(from left) U.S. Secretary of Defense Dr. Mark T. Esper, Secretary of State Mike Pompeo, Australian Minister of Foreign Affairs Marise Payne, and Australian Minister of Defence Linda Reynolds pose for a photo at the Parliament of New South Wales building, Sydney, Australia, Aug. 4, 2019. (DoD photo by U.S. Army Sgt. Amber I. Smith)

Iran: Washington calls on Canberra

Washington has asked for Australian support to participate in a coalition maritime Persian Gulf security force. The request was formally announced as part of Sunday’s AUSMIN talks.

It is the type of request that Australia would prefer not be made. Washington’s unilateral withdrawal from the 2015 Joint Comprehensive Plan of Action and its subsequent pursuit of a “better deal” – without actually saying what kind of “better deal” was envisaged – only served to open a Pandora’s box. It was a tactic lacking a strategic aim, and it had little support among Washington’s closest allies.

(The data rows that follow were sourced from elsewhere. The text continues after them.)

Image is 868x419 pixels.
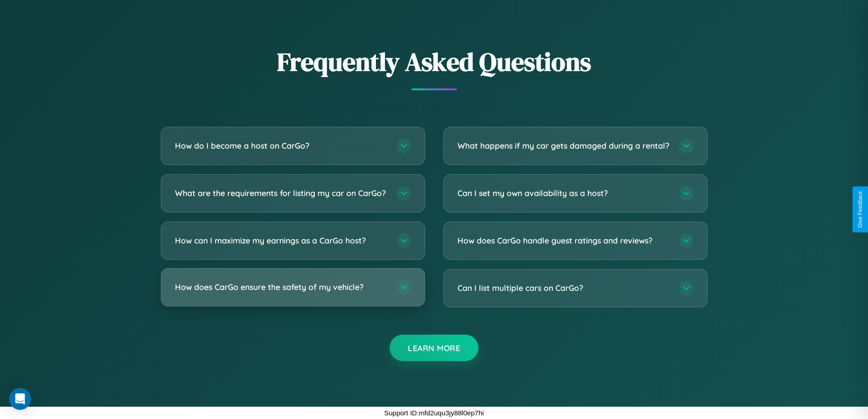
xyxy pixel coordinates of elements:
[161,44,707,80] h2: Frequently Asked Questions
[457,235,669,246] h3: How does CarGo handle guest ratings and reviews?
[384,407,484,419] p: Support ID: mfd2uqu3jy88l0ep7hi
[175,281,387,292] h3: How does CarGo ensure the safety of my vehicle?
[175,235,387,246] h3: How can I maximize my earnings as a CarGo host?
[457,140,669,151] h3: What happens if my car gets damaged during a rental?
[175,140,387,151] h3: How do I become a host on CarGo?
[457,187,669,199] h3: Can I set my own availability as a host?
[175,187,387,199] h3: What are the requirements for listing my car on CarGo?
[9,388,31,410] div: Open Intercom Messenger
[389,334,478,361] button: Learn More
[857,191,863,228] div: Give Feedback
[457,282,669,293] h3: Can I list multiple cars on CarGo?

Iran’s response was hardly difficult to predict: use proxies to raise the cost to local allies of the US, and selectively disrupt maritime trade in the Persian Gulf to raise the cost more broadly. In other words, attack some targets, seize a ship when the UK seizes an Iranian one, and (in the last few days) commandeer another vessel on a charge of “oil smuggling”. The fact that the Trump administration’s “maximum pressure” campaign lacked any additional protective measures with a multilateral face says much about how well-crafted the White House’s planning is.

For all the talk about what’s in Australia’s “sovereign interest”, the decision will come down to a pretty simple calculation – what is the cost of saying no? It’s pretty likely that most people in Canberra will be wary about having Australia drawn into a confrontation originating largely in Donald Trump’s desire to dismantle his predecessor’s legacy, rather than in any grand principle.

Read the article by Rodger Shanahan in The Interpreter.